More than just a fluency disorder

“There is a complete lack of knowledge among African teachers about stuttering; they don’t know how to help students with communication disorders,” said Nsabimana. “And in most African schools there are no speech-language pathologists who can help students and teachers understand the problem and manage it more effectively.”

He added that not only don’t students who stutter receive the support they need to succeed, but they are also frequently subject to physical and verbal abuse.

“Teachers in some East African countries use corporal punishment when a student hesitates to answer a question, hitting pupils with a stick, their hand or another object,” he said. “Schools should not be places of fear and violence, but this is the reality for students who stutter.”

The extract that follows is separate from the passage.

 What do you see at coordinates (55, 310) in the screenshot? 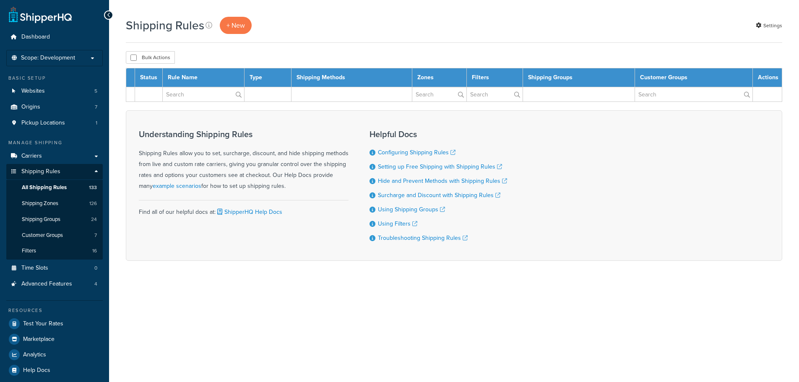
I see `div: Resources` at bounding box center [55, 310].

Many African countries have high dropout rates for students who stutter, but the difficulties these individuals face don’t stop when they leave school.

“Stuttering can have an extreme impact on communication and all parts of a person’s life,” Nsabimana added. “Individuals of all ages who stutter are often marginalized, missing out on equal access to education and employment opportunities.”

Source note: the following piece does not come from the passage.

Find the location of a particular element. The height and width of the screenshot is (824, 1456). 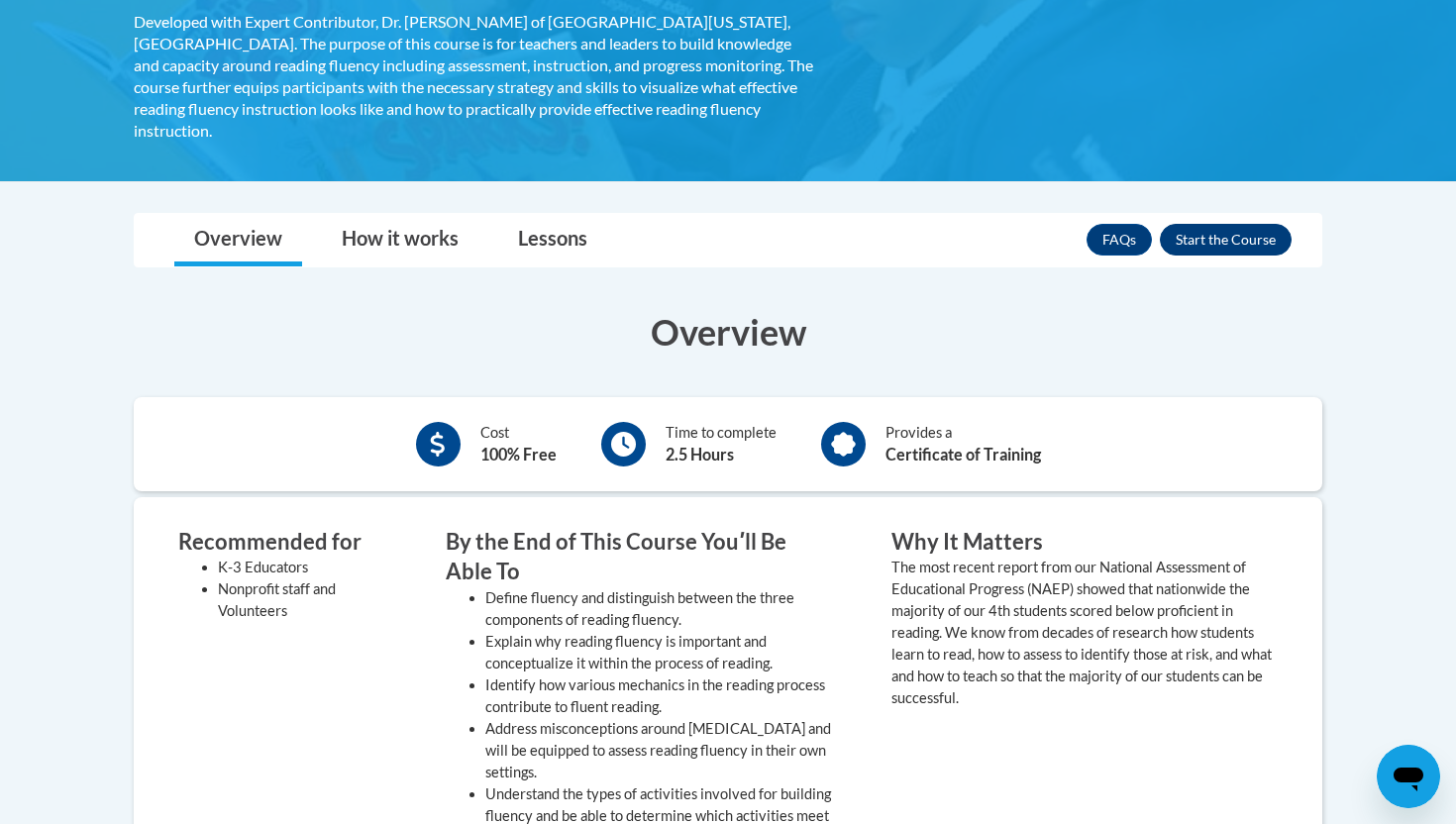

value: The most recent report from our National Assessment of Educational Progress (NAEP) showed that na... is located at coordinates (1082, 632).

Additionally, he said stutterers sometimes turn to drastic measures including spiritual or faith healing, unnecessary surgeries (cutting the lingua frenum, a membrane beneath the tongue) or ingesting potentially dangerous items.

A program with a past, and a future

Committed to helping those who stutter, like themselves, Gabel and Nsabimana decided that developing a training program would be the best use of their limited resources, since the project is not funded. The recent program is their third collaboration.

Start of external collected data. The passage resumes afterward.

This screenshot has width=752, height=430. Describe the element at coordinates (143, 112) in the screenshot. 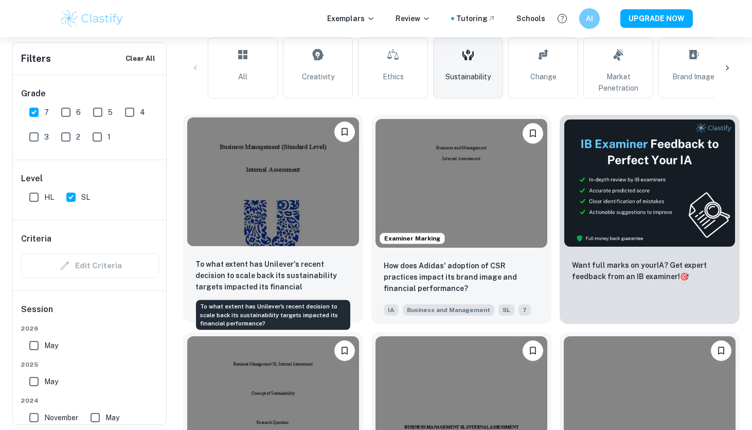

I see `span: 4` at that location.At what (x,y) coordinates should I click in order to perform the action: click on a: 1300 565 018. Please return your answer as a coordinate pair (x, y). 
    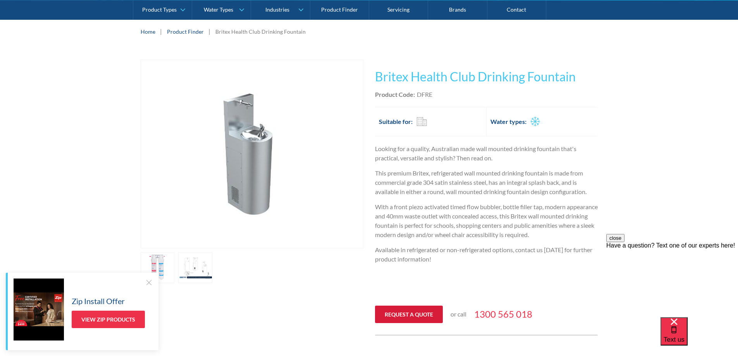
    Looking at the image, I should click on (503, 314).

“We ran a pilot program in January, but we had to stop because of the pandemic,” Gabel said. “Then, we restarted it in May with an eight-week course that followed a similar model, but without the Zoom meetings. Six people completed that.”

Following the May course, Gabel and Nsabimana determined that an eight-week commitment might be too much for students. As a result, they made the last four weeks optional.

“That’s what is great about this program,” Gabel said. “We’re able to adapt it to fit participants’ needs.”

Nsabimana hopes to expand the program to additional African countries. He also intends to organize a Train-the-Trainer workshop for school leaders so they can learn how to assist students with communication disorders within the school environment. His aim is to stop students who stutter from dropping out of school. Both initiatives would be free to participants.

Expansion is likewise part of Gabel’s plan. And, if he can secure funding, he would like to bring clinicians into the program to provide stuttering therapy. In the future, he’d also like to add speech-language pathology students to the initiative. Binghamton’s Decker College of Nursing and Health Sciences is developing the speech-language pathology program, which is expected to welcome a first cohort of master’s-level students in 2024.

What other plans does Gabel have for the future of Decker College’s Division of Speech and Language Pathology?

“I really want to set up a worldwide or nationwide consortium for speech therapy, and within that we would primarily focus on stuttering,” he said. “I would like Decker to offer a teletherapy clinic where we provide services in rural communities across New York state. Stuttering would be a big part of that because there’s such a shortage of people providing stuttering therapy.”